Pre-call

Elizabeth Koch

The doctor who is a mother knows that she is one of the lucky ones. On most nights, except the one or two or three a week when she is on call, she is able to frown at the canvas bag of produce that she picked up from the CSA she’d signed them up for, conjure up a recipe that both her husband and children will eat, and fill the small house with steam and sizzle and the ticking of the oven warming itself. She is able, on most nights, to squint into her children’s crocodile mouths and scrub their little molars with an electric brush, careful not to mix up their separate toothpastes. Then she is able to read to them, alternating nights in each one’s bed, Jane Eyre for her precocious third grader, and, for her five-year-old, the one about the boy and his hunting hounds that always makes her cry.

One night, after she turns off the lights and lies down next to her boy, who still likes her to stay until he falls asleep, she feels his lashes flick against her cheek and hears, “Mama? One day, when I was in Kindergarten, I was very lucky. Because when I woke up, you were here.”

And it is true that the doctor who is a mother is rarely at home when her children wake, though she is one of the lucky ones who has some weekends entirely free. What did they used to call them? Golden. She thinks they still are. She tells herself that her son really means the school days, when he must be gently shaken and cajoled and finally picked up out of his bed by his father, who never complains about the lunch boxes and groaning breakfasts and the kids flying down the porch steps for the bus with seconds to spare.

“I’ll be here tomorrow,” she whispers to her boy, pleased that it is still the middle of the week.

She feels him squeeze his eyes shut. “But that means you won’t be here at night.”

“But I’ll be here the morning after that, too.”

“But you’ll be tired.”

She kisses him until he forgets his grumbling. She furtively texts her husband the crying face emoji.

In the morning, she has to ask her husband what he usually packs in their lunches. Her daughter, he tells her, has stopped eating the mixed-berry Go-Gurt and now only likes the strawberry. She will have to edit the grocery order she’d scheduled to arrive that night.

When the breakfast and the calls from the bedrooms about what temperature it is outside and the teeth-brushing are finished, she kisses her children above the corners of their mouths so she can feel their cheeks and noses and lips and the flutter of their eyelids all at once. She spies on them through the screen door as they caw at a raven perched on the maple tree. They do not run for the bus.

After her husband leaves for work, she is alone in the still, sunny house. She does not know what to do. She knows she should sleep, but she clings to her aloneness and the fragile time she is lucky to have. She wonders how many people never have a day off. She wonders if she can somehow balance the scales by busying herself, for she really should clean the house or cook dinner or fix the dehumidifier in the basement that keeps blinking mysterious numbers. She thinks about the other women out in the ether, giving her permission to read a book or watch TV or do some yoga. Self-care, they clamor, You deserve it.

She is not really sure anyone deserves anything.

Soon she has a pot of chicken bones boiling on the stove, recalling how the farmer who sold her the plucked birds “made them run” so there was hardly any fat on them. She roasts root vegetables in the oven. She lowers an acorn squash whole into the Instant Pot. She worries about the missiles flying across the ocean, about the hurricane, about the election. She reminds herself how very lucky she is, and then worries that if she says this enough, it will lose its flavor, like food chewed too long.

And at the end of the morning, when she is exhausted from all the things she should do, she dresses for work. She tries not to anticipate what might come in that night. She packs too much food.

When she walks in, Tupperware thumping against her back, her coworkers greet her. “Must be nice having the morning off!” they say. She thinks she hears them measuring their own luck against her golden weekends, her pre-call mornings. And because a strong doctor never tires, and a strong mother never complains, the doctor who is a mother smiles and says yes, she got some needed rest.

Elizabeth Koch is an anesthesiologist practicing in Buffalo, NY, where she lives with her husband and two children.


- Task objective:
Among the records below, find the lines with the word "series" and copy them.

(Entries from a visual dataset)
────────────────────

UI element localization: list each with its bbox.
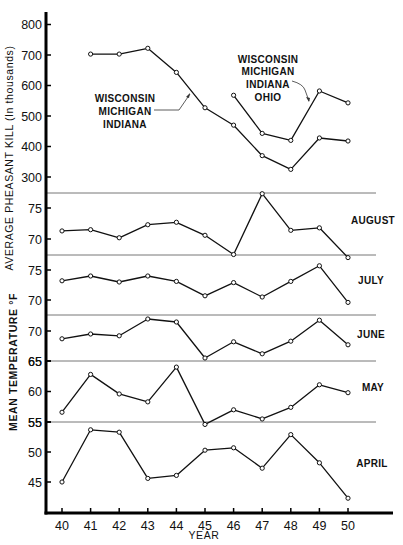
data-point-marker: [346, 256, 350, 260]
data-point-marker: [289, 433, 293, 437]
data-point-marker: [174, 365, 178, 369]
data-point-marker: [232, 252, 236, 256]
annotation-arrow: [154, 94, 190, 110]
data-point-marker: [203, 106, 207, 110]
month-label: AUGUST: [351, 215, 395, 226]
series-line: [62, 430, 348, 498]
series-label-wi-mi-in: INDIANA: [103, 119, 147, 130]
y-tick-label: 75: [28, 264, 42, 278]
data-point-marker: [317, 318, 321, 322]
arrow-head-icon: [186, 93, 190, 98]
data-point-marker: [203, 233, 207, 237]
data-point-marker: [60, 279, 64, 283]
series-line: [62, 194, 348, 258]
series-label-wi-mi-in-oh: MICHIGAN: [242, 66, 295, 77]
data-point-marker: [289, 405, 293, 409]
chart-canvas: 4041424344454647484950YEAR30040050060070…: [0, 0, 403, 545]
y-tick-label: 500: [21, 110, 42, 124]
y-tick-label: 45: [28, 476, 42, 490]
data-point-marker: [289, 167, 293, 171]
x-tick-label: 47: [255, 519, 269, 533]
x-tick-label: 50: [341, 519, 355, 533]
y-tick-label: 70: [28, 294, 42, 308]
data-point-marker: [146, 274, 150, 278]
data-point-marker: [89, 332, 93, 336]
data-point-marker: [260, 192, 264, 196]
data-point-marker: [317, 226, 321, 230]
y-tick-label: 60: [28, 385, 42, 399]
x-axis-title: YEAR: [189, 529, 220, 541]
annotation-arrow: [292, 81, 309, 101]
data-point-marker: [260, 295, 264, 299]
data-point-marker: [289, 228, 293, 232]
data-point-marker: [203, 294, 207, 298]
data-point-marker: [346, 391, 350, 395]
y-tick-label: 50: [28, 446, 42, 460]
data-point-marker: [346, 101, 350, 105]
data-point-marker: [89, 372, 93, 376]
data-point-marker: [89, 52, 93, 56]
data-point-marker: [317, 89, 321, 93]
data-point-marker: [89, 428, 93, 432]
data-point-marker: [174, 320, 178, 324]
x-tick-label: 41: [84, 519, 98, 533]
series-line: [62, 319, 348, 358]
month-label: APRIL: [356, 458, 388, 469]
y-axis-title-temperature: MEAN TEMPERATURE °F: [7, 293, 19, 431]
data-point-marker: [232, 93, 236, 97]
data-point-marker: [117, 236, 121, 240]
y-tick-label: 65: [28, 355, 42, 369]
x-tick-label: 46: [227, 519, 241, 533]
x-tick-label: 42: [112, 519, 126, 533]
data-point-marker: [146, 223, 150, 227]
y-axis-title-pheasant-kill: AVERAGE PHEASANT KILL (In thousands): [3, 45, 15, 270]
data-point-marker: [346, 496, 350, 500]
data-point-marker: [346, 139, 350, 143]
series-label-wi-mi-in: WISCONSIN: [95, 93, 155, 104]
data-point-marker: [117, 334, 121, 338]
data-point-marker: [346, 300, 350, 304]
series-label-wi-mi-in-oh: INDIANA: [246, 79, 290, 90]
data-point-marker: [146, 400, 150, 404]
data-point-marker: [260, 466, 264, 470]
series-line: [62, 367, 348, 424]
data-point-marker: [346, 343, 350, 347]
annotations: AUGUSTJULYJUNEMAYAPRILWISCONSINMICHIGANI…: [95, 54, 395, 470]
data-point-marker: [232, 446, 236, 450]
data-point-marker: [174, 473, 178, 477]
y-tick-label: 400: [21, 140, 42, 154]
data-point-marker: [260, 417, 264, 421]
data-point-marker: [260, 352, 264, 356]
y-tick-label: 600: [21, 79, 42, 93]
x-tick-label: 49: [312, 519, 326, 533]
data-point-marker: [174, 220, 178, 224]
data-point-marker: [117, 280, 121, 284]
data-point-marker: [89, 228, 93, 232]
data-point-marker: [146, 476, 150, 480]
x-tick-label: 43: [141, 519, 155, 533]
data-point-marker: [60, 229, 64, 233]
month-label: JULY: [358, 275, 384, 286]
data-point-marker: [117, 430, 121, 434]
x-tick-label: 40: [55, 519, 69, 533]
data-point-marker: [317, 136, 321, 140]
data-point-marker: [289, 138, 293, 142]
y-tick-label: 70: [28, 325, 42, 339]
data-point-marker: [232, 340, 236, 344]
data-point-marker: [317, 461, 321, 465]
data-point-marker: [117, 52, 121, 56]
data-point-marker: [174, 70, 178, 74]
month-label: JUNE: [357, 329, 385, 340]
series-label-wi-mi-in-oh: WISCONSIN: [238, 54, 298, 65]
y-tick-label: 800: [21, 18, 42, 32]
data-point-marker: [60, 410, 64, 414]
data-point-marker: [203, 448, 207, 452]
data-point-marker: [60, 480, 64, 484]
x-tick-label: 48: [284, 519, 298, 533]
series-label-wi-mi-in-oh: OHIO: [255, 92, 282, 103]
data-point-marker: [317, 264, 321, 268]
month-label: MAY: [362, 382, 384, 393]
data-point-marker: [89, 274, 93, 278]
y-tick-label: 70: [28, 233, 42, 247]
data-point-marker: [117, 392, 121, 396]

────────────────────

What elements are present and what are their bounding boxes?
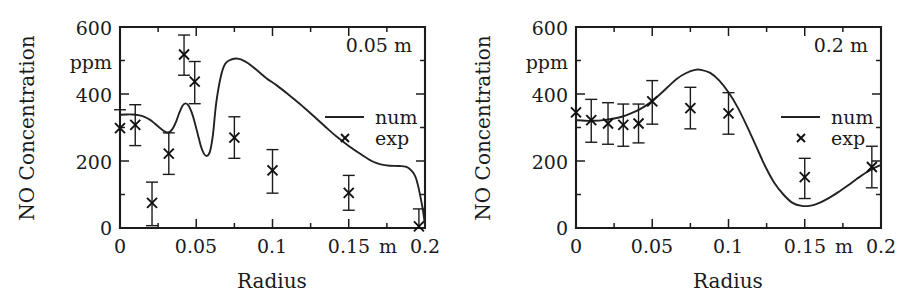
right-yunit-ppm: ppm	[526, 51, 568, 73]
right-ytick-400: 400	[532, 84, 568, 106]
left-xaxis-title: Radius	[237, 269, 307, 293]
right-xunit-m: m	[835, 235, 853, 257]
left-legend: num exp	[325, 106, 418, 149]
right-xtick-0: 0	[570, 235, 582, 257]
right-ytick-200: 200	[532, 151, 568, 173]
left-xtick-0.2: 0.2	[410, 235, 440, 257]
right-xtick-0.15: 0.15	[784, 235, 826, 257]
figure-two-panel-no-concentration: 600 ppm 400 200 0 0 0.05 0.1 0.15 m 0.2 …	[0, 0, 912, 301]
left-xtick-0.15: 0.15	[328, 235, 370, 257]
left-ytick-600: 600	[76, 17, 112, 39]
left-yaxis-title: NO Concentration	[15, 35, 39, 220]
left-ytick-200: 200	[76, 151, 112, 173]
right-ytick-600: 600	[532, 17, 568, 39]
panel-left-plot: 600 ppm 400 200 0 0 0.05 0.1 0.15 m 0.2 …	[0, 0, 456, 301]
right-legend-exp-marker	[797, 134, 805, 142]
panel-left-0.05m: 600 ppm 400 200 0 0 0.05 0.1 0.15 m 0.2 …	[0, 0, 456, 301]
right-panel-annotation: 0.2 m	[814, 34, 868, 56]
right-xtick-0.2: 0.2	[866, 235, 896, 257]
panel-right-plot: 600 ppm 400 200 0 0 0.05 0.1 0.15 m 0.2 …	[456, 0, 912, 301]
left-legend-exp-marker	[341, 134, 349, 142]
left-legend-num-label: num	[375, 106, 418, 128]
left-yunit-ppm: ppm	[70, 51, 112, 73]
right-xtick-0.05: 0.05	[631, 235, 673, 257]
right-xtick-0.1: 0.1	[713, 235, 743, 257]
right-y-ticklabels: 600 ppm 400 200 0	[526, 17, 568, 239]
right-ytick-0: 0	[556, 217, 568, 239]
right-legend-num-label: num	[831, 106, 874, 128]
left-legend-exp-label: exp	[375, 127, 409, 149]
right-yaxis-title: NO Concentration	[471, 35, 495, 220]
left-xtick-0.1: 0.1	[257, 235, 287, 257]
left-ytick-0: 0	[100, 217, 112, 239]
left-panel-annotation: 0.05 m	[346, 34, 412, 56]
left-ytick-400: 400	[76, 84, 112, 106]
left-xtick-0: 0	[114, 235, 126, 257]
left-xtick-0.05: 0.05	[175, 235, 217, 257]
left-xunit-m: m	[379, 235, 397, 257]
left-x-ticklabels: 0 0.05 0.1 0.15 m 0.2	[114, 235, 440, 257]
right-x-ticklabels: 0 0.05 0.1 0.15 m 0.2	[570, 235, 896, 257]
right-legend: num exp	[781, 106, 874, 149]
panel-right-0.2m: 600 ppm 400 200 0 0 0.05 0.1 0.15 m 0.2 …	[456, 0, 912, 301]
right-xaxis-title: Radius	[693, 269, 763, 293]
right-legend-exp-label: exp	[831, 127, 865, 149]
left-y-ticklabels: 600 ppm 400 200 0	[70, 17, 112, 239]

────────────────────

- Answer to this task:
series-line: [62, 430, 348, 498]
series-label-wi-mi-in: INDIANA: [103, 119, 147, 130]
series-line: [62, 194, 348, 258]
series-label-wi-mi-in-oh: MICHIGAN: [242, 66, 295, 77]
series-line: [62, 319, 348, 358]
series-label-wi-mi-in: WISCONSIN: [95, 93, 155, 104]
series-label-wi-mi-in-oh: INDIANA: [246, 79, 290, 90]
series-line: [62, 367, 348, 424]
series-label-wi-mi-in-oh: WISCONSIN: [238, 54, 298, 65]
series-label-wi-mi-in-oh: OHIO: [255, 92, 282, 103]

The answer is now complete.